In fact, he vaccinated much of Weardale until the early 1880s when he moved to Darlington to become public vaccinator. His surgery was in Derneholme, the turreted end of the terrace of Stanhope Road South where it turns into Duke Street.
Meanwhile, baby George was growing up. In 1881, he became a telegraph boy in Witton-le-Wear on 7s 6d a week, and in 1885, he followed the doctor into Darlington where he became a telegraph operator.
And also he became secretary of the Darlington Anti-Vaccination League.
Nationally, the league was becoming stronger. Its biggest event was a rally in 1885 in Leicester, where the people were vehemently against vaccination and the authorities were keen on prosecution. It was attended by 100,000 people.
In Darlington, the league members continued to keep up the pressure, holding meetings in Central Hall and sending delegations to browbeat the town’s MP.
And, to a certain extent, the Victorian anti-vaxxers were successful. The 1898 Vaccination Act had the first “conscientious objection” clause which allowed people to opt out of the injection for moral reasons.
This lanced the anti-vaxxers’ boil, and it is very interesting that the British Government of today is adamant that it is not going to repeat the mistakes of the past and make the Covid jab mandatory.
The restoration of personal freedom of choice took the sting out of the anti-vax movement, although the improvement in the safety of the vaccine and the growing proof that it worked also helped it to become less controversial.

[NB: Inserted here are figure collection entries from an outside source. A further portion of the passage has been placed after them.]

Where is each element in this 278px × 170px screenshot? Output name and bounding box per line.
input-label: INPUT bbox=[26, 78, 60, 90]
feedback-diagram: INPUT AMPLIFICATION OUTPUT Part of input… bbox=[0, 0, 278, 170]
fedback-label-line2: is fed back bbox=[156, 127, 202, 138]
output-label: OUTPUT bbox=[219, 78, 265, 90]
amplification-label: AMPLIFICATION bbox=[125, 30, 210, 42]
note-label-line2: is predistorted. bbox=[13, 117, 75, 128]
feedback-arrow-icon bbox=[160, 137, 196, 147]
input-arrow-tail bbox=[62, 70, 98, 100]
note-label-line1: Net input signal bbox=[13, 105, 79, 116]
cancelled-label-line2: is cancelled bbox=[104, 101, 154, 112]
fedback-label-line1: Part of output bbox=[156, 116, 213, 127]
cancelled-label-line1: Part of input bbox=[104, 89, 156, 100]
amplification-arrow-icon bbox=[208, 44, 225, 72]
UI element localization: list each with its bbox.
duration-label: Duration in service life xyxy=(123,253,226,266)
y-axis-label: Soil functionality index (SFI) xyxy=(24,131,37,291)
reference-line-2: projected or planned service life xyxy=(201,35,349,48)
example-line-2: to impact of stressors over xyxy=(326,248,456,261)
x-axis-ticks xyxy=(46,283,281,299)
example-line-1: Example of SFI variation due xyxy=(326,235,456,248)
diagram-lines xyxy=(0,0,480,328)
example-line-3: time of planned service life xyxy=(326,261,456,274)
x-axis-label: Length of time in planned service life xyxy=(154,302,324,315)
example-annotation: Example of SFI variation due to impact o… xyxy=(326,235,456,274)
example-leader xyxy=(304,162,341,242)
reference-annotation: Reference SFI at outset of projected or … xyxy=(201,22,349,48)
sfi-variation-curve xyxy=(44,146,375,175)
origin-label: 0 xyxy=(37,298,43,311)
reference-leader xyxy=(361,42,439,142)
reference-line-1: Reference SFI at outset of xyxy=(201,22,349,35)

Back in Darlington, Dr Manson became widely admired. He turned down the role of mayor on three occasions, he became an expert in local geology and history and founded the Darlington and Teesdale Field Naturalists Club, which still goes. When he died in 1900, a 12-ton glacial rock was fished out of the Tees at Winston and placed at the Victoria Embankment entrance to South Park as a memorial to him.
His son, Richard, inherited his practice and the title of public vaccinator, but died just two years later, aged 35, of pneumonia.
But baby George Sisman also became widely admired. He rose to be overseer of the telegraph department and in 1928 he was awarded an OBE for his contribution to postal services. He lived in Elton Parade with his wife and two children,and was involved in the campaign against vivisection.
He was secretary of the Central Bowling Club, of the Darlington branch of Post Office Veterans and of the Sir ED Walker Homes in Coniscliffe Road where he lived out the last 20 years of his life until he died in 1955.